A Memoir About Grace Under Fire

TITLE: Sufferah: The Memoir of a Brixton Reggae-head

brixtsAUTHOR: Alex Wheatle

PUBLISHER: Akashic Books

Just as he was born ‘out of place’, Alex Wheatle always felt like an outsider. But, it is precisely this nonconformist maverick status that saved him.

Abandoned by his birth mother as a baby and placed in the British foster care system, Wheatle suffered physical and mental abuse which moulded him into a ‘rebel with a cause’ fighting against the established racist norm in the society he was born in. Unfortunately, this is not a unique story. Many children become trapped in foster care only to come out scarred by their experiences. But, raw and honest, Wheatle tells his story with sensitivity.

The product of Jamaican parents, neither of whom could take care of him, Wheatle would find solace in Reggae music, rhythms of the Sufferah. Indeed, that’s how he saw himself throughout his formative years being flung from one foster home to another — a victim suffering under Babylon system. But, that would all change as he matured and absorbed the true message of the music: Don’t be defined by injustice, fight against it. This, reenforced by mentors like Simeon, his Rastafari ‘teacher’ who taught him to rise above the system and “make the invisible visible.”

Baptised in the sounds of this hypnotic reggae resistance, Wheatle was now a reggae-head living through the music that would help shape his literary career. Listening to music by some of his favorite artistes like Dennis Brown, Gregory Isaacs, Max Romeo, Bob Marley, Marcia Griffiths, Mighty Diamonds, and reggae toasters U-Roy, I-Roy, Dennis Alcapone the author would come out on the other side.

He grew up in Brixton, South London’s Caribbean enclave, never knowing his mother, who returned to Jamaica, and with only brief encounters with his father. At just three years of age Wheatle was placed in social care where his physical and mental assault began. His reggae awakening would begin ten years later. This musical journey would sustain him into what would become some of Britain’s darkest and bloodiest periods in the struggle for racial justice.

STAIN

The New Cross Fire is a stain on British history that Wheatle recounts for his readers. on March 2, 1981 a mysterious fire started at a birthday party for a black teenage girl in the New Cross area of London. Thirteen young black people between 14 and 22 were killed. No one was charged, but many suspected foul play.

Wheatle’s account of the aftermath is searing, taking readers on the road with him as he and many others in black neighborhoods such as Brixton took to the streets having had enough of police brutality, systemic racism, and indiscriminate killing of young black men.

Our breath quickens as he runs from chasing policemen after throwing bricks at them from behind a hastily put-together barricade. Smoke from burning cars and storefronts stab the air making it hard to breathe. He jumps a fence; he hides in a huge rubbish bin and we smell the stench of the garbage around him. And, we cheer him on.

Raw and gritty at times, yet hopeful because of the fight in him, Wheatle obviously survived to tell his story. Yes, he learned lessons, he had to. Taking such punishment from an early age did indeed leave him angry, scared, impulsive, explosive, lonely. But, with encouragement from those who nurtured him, including St. Giles School for pupils with physical, medical, and learning difficulties, Wheatle learned to forgive.

It is this new found peace that opened a whole new world to him. The reggae lyrics he wrote as a youth, the poems that helped release him from loneliness all became fodder for a budding literary career. His young adult novels have garnered him prestigious awards and best-selling recognition. His life story has been memorialized as part of filmmaker Steve McQueen’s series Small Axe. For his contrition to British literature, Wheatle was awarded Member of the Order of the British Empire (MBE) for his invaluable services to the industry.

Indeed, this Sufferah’s tale is made visible. It is an inspiring narrative about grace under fire and why negativity should never define us.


What the exercise asks
Would you print all of the entries exactly, please, but without their pictures?

Dataset
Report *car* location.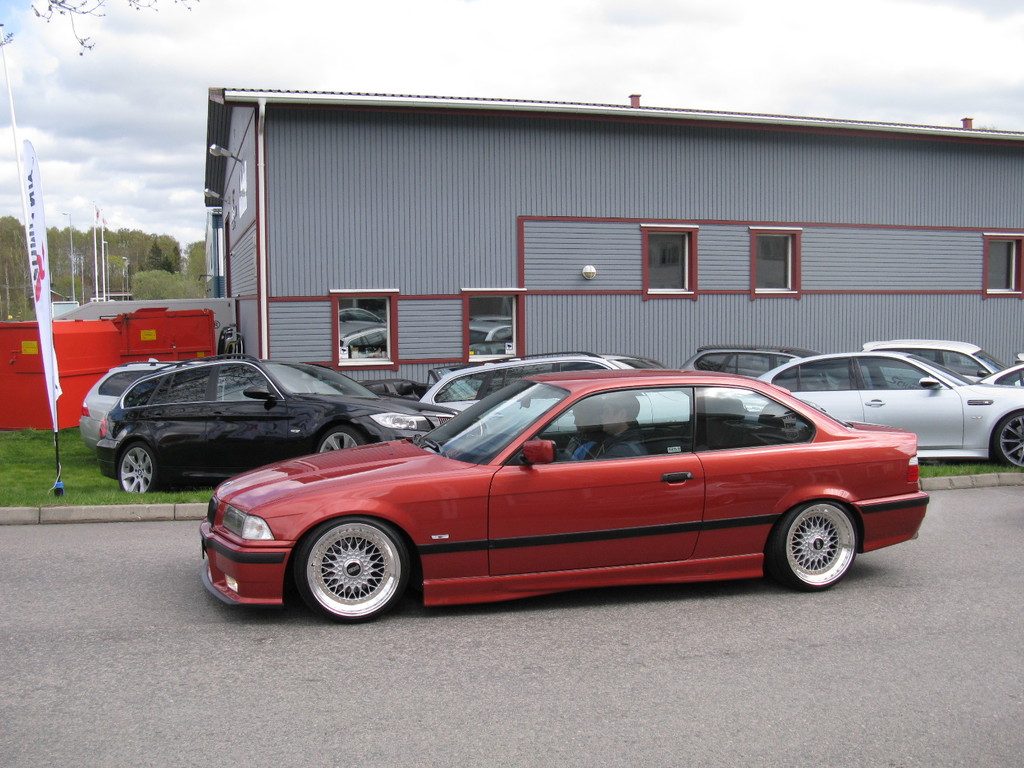
Report: (x1=761, y1=351, x2=1023, y2=458).
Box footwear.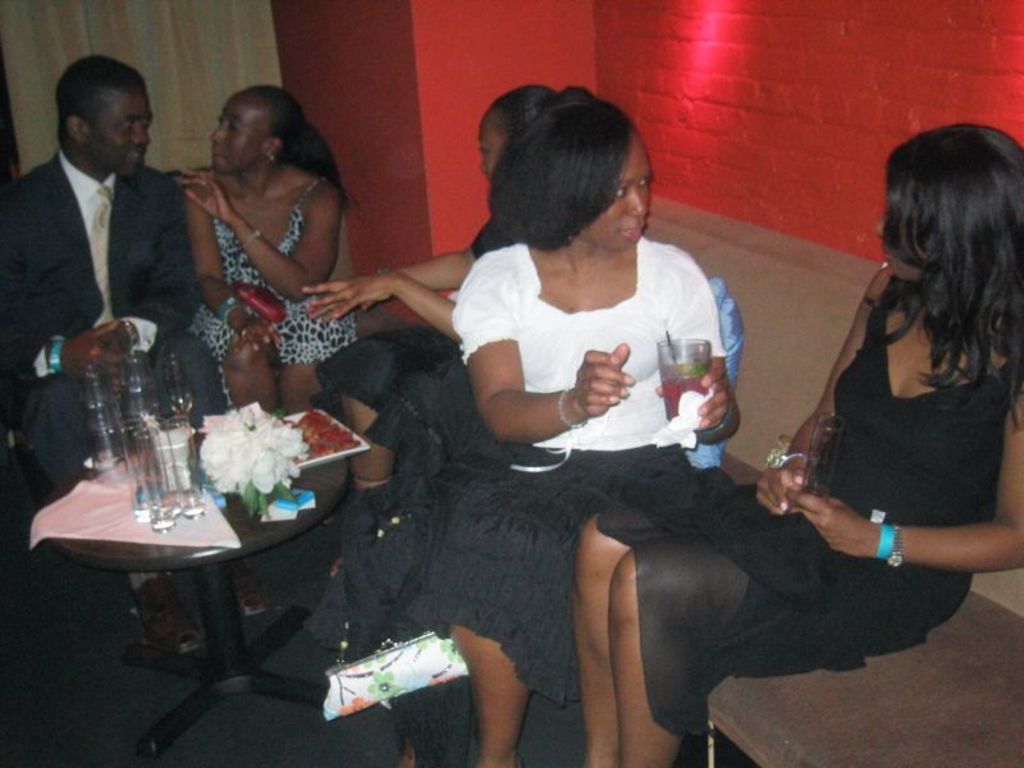
125, 579, 202, 650.
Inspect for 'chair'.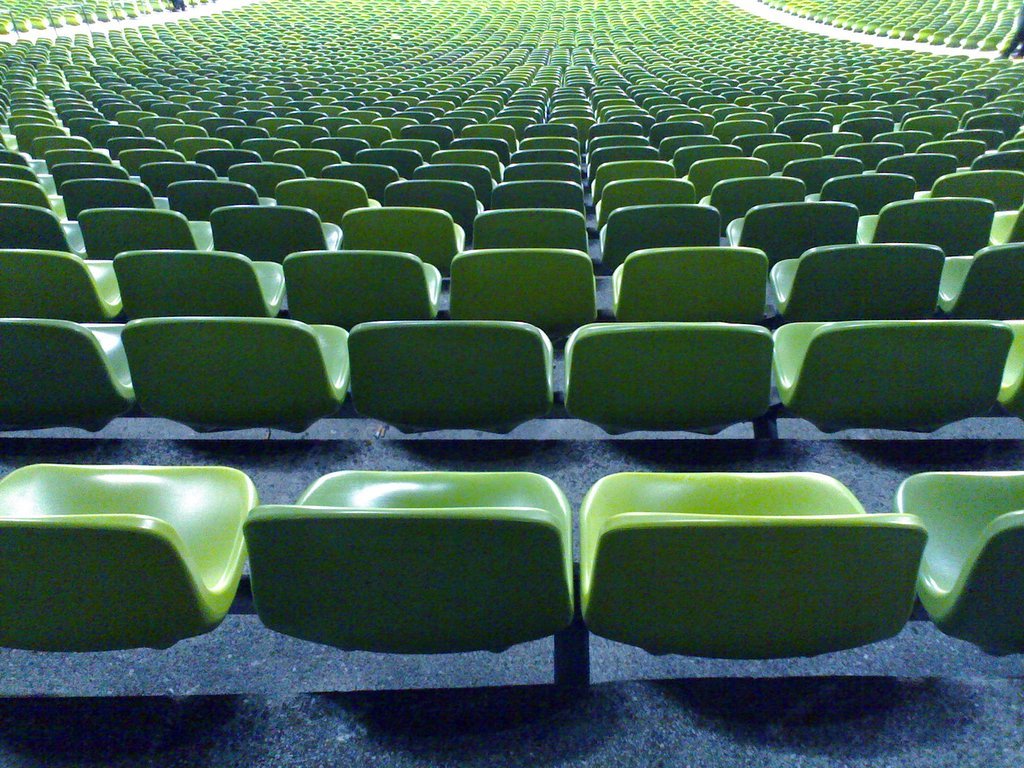
Inspection: 460:120:515:144.
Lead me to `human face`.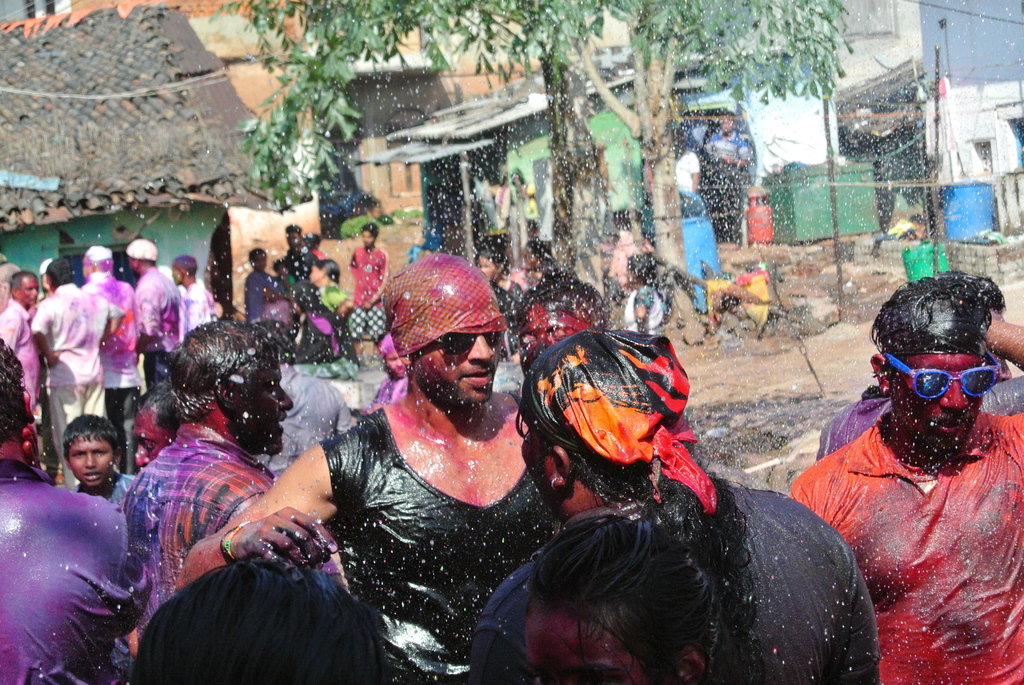
Lead to crop(132, 407, 172, 468).
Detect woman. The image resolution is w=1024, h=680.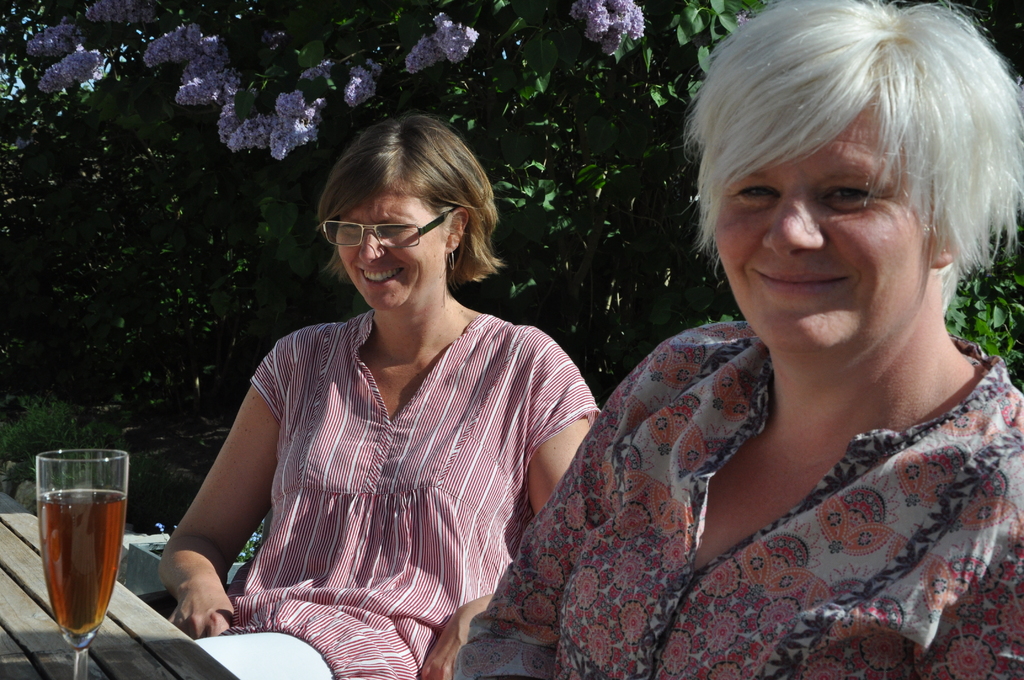
<bbox>454, 0, 1023, 679</bbox>.
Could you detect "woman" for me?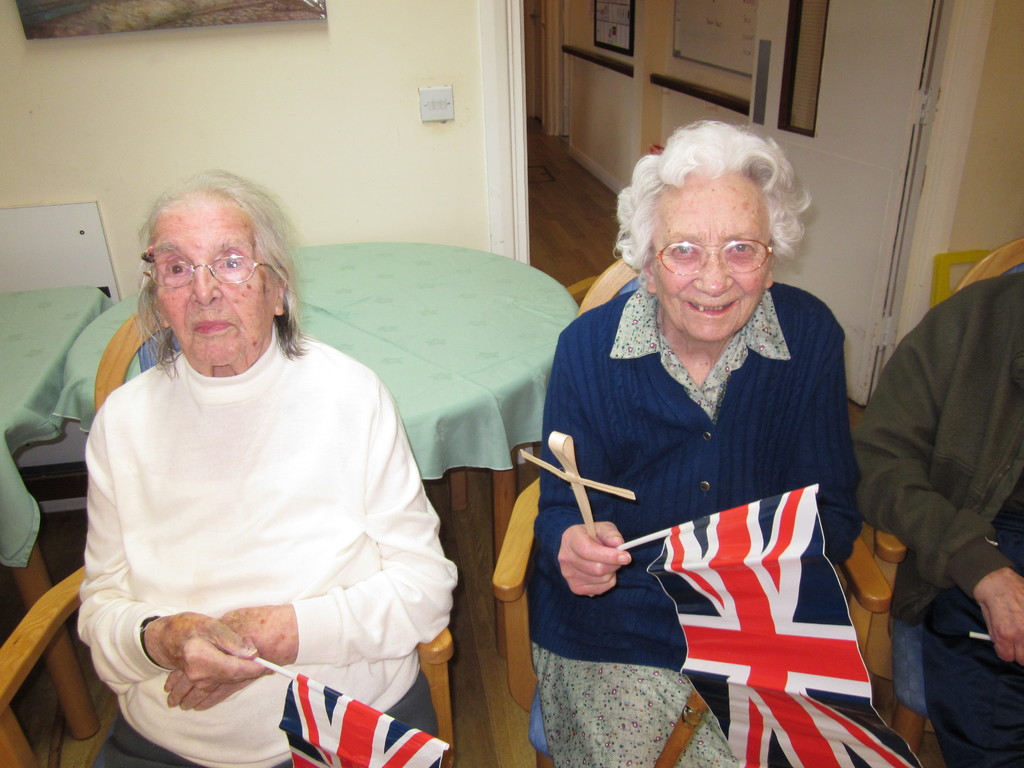
Detection result: bbox=[77, 166, 462, 767].
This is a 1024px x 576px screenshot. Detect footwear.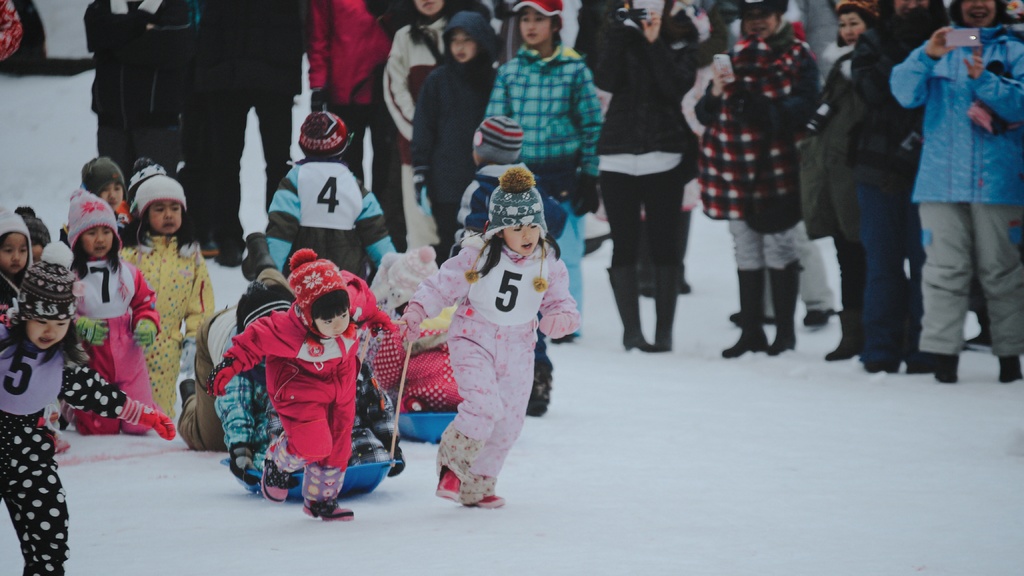
(left=803, top=307, right=837, bottom=325).
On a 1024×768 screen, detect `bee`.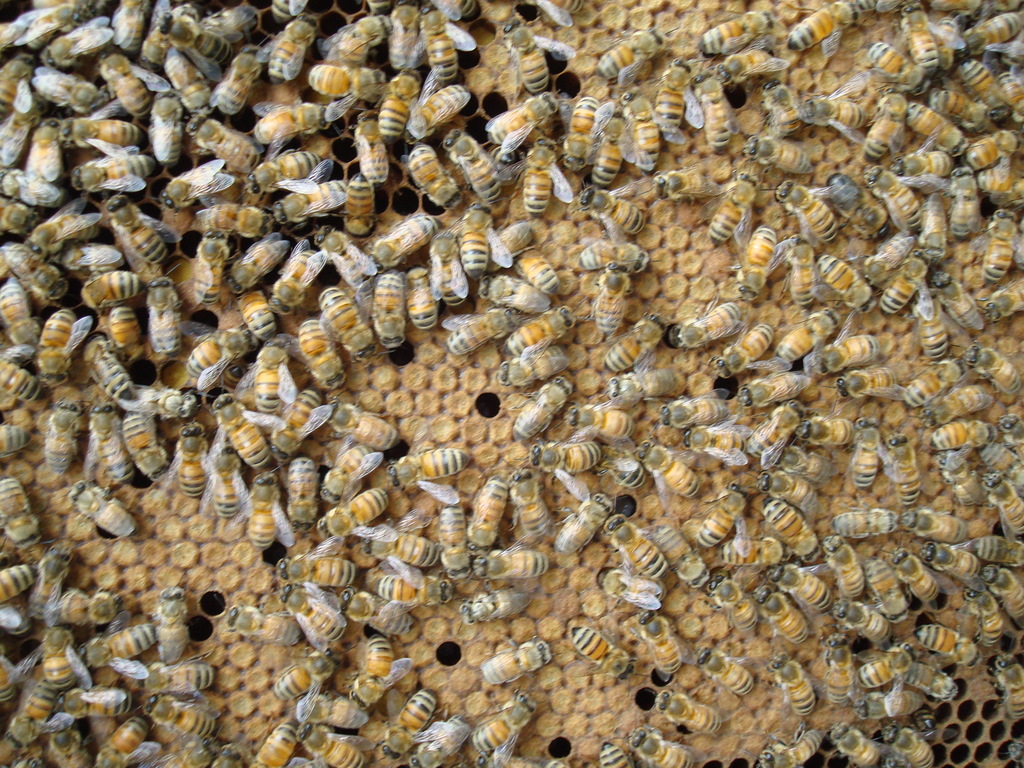
rect(881, 271, 929, 317).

The answer
Report *car* location.
Report: (x1=761, y1=351, x2=1023, y2=458).
Box footwear.
125, 579, 202, 650.
Inspect for 'chair'.
Inspection: 460:120:515:144.
Lead me to `human face`.
Lead to crop(132, 407, 172, 468).
Detect woman. The image resolution is w=1024, h=680.
<bbox>454, 0, 1023, 679</bbox>.
Could you detect "woman" for me?
Detection result: bbox=[77, 166, 462, 767].
This is a 1024px x 576px screenshot. Detect footwear.
(left=803, top=307, right=837, bottom=325).
On a 1024×768 screen, detect `bee`.
rect(881, 271, 929, 317).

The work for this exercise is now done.